Holy Cross sisters played a significant role in the development of the Catholic Church in Utah

Friday, Nov. 07, 2014
Holy Cross sisters played a significant role in the development of the Catholic Church in Utah + Enlarge
Saint Mary's of the Wasatch was run by the Sisters of the Congregation of the Holy Cross. Courtesy photo/Diocese of Salt Lake City Archives
By Gary Topping
Archivist, Diocese of Salt Lake City

A famous proverb has it that history does not disclose its alternatives, meaning that we can never know the course history might have followed if a certain event had or had not occurred.  Thus we cannot know what the history of the Diocese of Salt Lake City might have been if the Holy Cross Sisters had declined to minister here. It is a reasonable speculation, though, that it would have been very different, for the 1,374 sisters who have served here since 1875 have been involved in a great many different programs, some of which have been among the most ambitious ones.
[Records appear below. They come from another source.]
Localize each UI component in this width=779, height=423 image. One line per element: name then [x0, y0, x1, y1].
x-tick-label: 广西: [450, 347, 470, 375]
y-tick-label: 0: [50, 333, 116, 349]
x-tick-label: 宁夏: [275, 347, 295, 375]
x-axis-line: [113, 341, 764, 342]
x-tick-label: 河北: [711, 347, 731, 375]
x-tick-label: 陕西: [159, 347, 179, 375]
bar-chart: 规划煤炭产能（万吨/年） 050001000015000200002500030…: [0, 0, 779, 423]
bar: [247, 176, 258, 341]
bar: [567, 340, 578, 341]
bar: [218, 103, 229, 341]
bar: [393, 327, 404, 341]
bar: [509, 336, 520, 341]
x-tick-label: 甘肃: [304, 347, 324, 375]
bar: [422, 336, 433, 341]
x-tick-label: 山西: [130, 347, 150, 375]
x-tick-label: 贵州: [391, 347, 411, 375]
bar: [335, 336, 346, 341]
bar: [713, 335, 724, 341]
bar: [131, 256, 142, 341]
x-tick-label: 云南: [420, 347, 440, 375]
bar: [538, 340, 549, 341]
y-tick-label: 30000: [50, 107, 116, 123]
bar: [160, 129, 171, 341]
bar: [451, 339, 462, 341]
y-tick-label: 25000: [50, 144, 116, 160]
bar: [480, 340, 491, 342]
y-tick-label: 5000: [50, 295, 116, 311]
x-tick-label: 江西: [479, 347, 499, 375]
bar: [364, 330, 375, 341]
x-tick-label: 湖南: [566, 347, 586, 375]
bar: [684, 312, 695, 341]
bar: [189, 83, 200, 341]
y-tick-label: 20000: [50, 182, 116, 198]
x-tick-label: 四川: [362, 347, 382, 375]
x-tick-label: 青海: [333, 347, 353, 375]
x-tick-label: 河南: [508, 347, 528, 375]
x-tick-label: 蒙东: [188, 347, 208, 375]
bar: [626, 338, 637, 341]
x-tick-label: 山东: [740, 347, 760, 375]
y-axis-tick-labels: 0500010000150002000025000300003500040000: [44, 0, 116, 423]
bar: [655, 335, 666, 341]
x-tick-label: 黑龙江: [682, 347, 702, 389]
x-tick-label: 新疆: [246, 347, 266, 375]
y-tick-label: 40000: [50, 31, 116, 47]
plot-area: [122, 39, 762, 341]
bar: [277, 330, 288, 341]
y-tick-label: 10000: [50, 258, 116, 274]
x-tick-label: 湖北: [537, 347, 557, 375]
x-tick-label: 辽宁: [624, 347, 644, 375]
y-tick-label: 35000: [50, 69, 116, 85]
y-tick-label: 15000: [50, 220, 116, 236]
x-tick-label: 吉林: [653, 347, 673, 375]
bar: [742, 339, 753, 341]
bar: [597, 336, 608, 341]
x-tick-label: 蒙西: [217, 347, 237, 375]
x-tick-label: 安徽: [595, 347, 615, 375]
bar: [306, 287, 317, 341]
Catholic ministries in Utah have always faced daunting problems, mostly as a result of the vast size of the diocese and the scattered population of Utah Catholics. When Father Lawrence Scanlan (later the first Bishop of Salt Lake) arrived in 1873, he was responsible for a vast region that included not only the entire territory of Utah, but the seven eastern counties of Nevada as well. Obviously most of the handful of Catholics in that region could not have expected a very close degree of pastoral care, but Bishop Scanlan could not simply ignore them either, especially because developments in railroading, mining and livestock grazing were beginning to add dramatically to the Catholic population. Clearly, he needed help.
Although a few other priests began to trickle in, most clergy seem to have perceived correctly that Utah was pretty rough duty and stayed away. Much more productive was Bishop Scanlan’s inspired decision to appeal to Father Edward Sorin, CSC, founder of Notre Dame University and Director General of the American Sisters of the Holy Cross for sisters to minister in Utah. More than any priests or other religious orders, the Holy Cross sisters bore the brunt of Catholic ministries in frontier Utah, and even today they are vital to various diocesan ministries.
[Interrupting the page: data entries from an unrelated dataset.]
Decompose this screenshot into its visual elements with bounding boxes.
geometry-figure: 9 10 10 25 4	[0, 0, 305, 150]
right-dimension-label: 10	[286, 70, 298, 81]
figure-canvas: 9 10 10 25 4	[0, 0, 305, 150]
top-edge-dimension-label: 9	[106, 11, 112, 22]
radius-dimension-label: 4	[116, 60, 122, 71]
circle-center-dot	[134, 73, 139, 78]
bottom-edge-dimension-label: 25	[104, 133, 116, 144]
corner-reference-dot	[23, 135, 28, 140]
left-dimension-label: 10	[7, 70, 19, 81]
The Holy Cross order, which includes priests, brothers and sisters, was founded by Rev. Basil Moreau in Le Mans, France in 1841. Moreau was a progressive educator whose vision was a teaching order that would make education democratically available to all social classes and whose curriculum would include, in addition to the Classical courses, training in music, art and physical activity. Eventually members of the order came to the United States, establishing what became Notre Dame University in Indiana and St. Mary’s Academy in Betrand, Mich. By the time Bishop Scanlan sent out his call for help, the reputation of the Holy Cross order as teachers and school administrators was well known. Utah, where education was being carried out largely in Mormon ward schools and a few Protestant academies, would have seemed to the Holy Cross sisters a field ripe for the harvest.
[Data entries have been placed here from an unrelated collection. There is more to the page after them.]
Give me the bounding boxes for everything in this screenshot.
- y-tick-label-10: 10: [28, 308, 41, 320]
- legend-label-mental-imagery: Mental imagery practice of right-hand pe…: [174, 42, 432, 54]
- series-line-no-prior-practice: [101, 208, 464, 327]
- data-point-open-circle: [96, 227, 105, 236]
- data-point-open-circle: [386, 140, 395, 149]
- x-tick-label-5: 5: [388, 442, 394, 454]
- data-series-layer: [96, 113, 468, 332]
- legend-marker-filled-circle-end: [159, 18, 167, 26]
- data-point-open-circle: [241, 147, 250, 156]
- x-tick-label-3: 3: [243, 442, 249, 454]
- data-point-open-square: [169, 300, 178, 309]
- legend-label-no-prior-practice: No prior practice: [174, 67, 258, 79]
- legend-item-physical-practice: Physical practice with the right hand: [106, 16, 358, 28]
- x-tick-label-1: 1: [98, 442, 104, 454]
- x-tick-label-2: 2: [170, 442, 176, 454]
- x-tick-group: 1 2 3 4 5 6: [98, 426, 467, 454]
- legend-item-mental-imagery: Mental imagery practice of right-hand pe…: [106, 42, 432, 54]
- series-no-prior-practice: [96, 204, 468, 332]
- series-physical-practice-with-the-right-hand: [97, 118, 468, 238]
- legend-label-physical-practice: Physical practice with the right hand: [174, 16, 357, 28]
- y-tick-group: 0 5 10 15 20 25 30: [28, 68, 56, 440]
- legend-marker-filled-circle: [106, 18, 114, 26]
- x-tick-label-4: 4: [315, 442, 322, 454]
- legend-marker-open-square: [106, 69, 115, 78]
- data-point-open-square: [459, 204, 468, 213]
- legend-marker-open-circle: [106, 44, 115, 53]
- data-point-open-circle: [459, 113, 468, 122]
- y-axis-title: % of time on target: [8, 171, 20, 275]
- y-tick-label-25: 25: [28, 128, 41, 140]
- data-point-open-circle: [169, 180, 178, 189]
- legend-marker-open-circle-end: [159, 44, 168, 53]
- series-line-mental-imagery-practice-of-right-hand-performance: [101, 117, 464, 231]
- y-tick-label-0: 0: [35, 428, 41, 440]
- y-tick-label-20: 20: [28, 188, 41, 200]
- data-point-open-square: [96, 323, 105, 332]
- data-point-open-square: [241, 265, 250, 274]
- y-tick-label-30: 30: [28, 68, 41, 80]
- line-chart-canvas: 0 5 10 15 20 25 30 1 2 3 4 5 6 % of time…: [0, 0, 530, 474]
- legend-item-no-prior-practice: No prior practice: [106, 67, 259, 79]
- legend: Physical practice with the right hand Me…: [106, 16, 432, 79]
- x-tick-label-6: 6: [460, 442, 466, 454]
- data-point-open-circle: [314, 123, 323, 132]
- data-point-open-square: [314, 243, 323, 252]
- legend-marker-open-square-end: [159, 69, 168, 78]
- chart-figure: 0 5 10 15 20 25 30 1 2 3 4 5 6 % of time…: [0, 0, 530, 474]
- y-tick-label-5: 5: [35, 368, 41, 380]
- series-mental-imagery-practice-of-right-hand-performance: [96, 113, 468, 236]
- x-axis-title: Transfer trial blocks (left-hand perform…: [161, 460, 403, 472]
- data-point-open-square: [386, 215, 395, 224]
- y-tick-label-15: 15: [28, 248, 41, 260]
The first two sisters, who arrived in 1875, were a distinguished pair. Mother Augusta Anderson would remain in Utah only three years, but she went on to become Mother General of the order. Sister Raymond Sullivan took to the ministry here wholeheartedly and spent the next 17 years of her life in Utah. Their first two foundations were long-lasting as well: St. Mary’s Academy for girls, which was located downtown where the Salt Palace was eventually erected, and Holy Cross Hospital.
Running a hospital might have seemed a strange enterprise for members of a teaching order, but Holy Cross sisters had gained a certain amount of nursing experience during the American Civil War. St. Mary’s Academy was an impressive multistory brick structure with an academic reputation that attracted non-Catholic students as well as Catholic. Eventually it outgrew its physical plant, and the sisters purchased land on Salt Lake City’s east bench near Thirteenth South, where they erected the truly monumental St. Mary of the Wasatch, which included even a collegiate program.  
Holy Cross Hospital was a corresponding success that expanded to include a large nursing school and played a vital role in health care in Salt Lake City until it was sold in the 1990s.
(Editor’s note: This article on the Sisters of the Holy Cross in Utah will be continued in next month’s From the Archives.)